Peter, ooOOoooh! ;-)
ReplyDeleteIn Glasgow, I'm unsure that the types of lads who are willing to commit murder are those who would say to themselves, "I've had enough of teen violence" or who would be influenced by shrines on Facebook or whatever. Carrying a knife seems to be regarded as a basic human right and using it a necessary evil.
ReplyDeleteSince becoming a teacher in a Secondary school up here, I am shocked at the level of violence in Glasgow's housing schemes; you are right, many of us have no idea as to what goes on in British subculture.
Like you too, I'm at a loss as to why the violence seems to come in waves, leaving peaks and troughs on the stats sheet.
Could your recent Property boom/slump have had something to do with it? From your graph it very roughly seems that besides the early-80's blip, juvenile convictions for murder mainly rose around boom-times.
ReplyDeleteMichael Canaris (Sydney)
Apparently, this isn't a solely English/Welsh phenomenon.
ReplyDeleteI have read that that according to the police, the reason teenage killings have decreased is the result of improved emergency treatment by paramedics and at A & E. Thus more lives are saved than formerly. The number of violent incidents involving guns knives etc have not decreased.

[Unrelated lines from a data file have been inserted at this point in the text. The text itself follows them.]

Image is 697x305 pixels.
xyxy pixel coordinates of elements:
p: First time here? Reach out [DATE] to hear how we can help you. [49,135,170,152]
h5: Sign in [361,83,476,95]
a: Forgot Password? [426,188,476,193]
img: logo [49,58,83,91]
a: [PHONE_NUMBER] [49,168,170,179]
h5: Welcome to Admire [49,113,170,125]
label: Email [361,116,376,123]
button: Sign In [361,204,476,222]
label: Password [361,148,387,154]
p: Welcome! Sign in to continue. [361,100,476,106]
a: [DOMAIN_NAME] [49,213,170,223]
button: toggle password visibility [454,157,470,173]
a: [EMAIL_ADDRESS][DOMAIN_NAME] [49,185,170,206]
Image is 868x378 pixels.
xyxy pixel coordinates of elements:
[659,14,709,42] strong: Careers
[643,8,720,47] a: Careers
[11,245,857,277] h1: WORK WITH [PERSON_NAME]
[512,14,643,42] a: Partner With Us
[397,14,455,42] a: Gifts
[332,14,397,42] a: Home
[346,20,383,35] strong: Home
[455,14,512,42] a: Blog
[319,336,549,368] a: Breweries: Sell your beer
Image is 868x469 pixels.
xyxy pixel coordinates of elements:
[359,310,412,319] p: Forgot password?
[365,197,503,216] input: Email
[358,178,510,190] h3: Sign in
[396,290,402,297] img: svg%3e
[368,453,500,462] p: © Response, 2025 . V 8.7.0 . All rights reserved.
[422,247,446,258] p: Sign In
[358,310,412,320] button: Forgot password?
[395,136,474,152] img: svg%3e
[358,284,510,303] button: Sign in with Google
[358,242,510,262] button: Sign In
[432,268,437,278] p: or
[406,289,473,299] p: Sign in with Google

ReplyDeleteHave you taken into consideration:
ReplyDeleteThe growing population in the UK (so the proportion of convictions may not be increasing, just the general number of the populus)?
The growing number of police, which correlates very well with the increase in reported murders as far back as the early 1900s?
Expressed as a percentage 50 convictions in a population of 60 million is miniscule. Your refusal to do any regression analysis or show the statistical deviations makes your assertions of a discovered trend foolish.
For a more cogent discussion of the topic see Prospect Magazine, current issue, article title "Calling all criminologists..." and see why those that know think this is a far more complex issue than can reasonably dealt with by a vicar.
I think the UK killings went down because the narrative of these murders was moved away from threatening and all powerful gangs to scared and frightened kids who acted in a misguided and stupid way.
ReplyDeleteWhen you create a high threat scenario people act out in a high threat way. So everyone felt that they had to respond to any slight disagreement with maximum and lethal force otherwise they would end up dead themselves.
The police were also instructed to stop blaming what were basically kids for their own demise and start acting as their protectors.
Things are still improving in terms of reduced numbers being killed, but each one is still an awful event.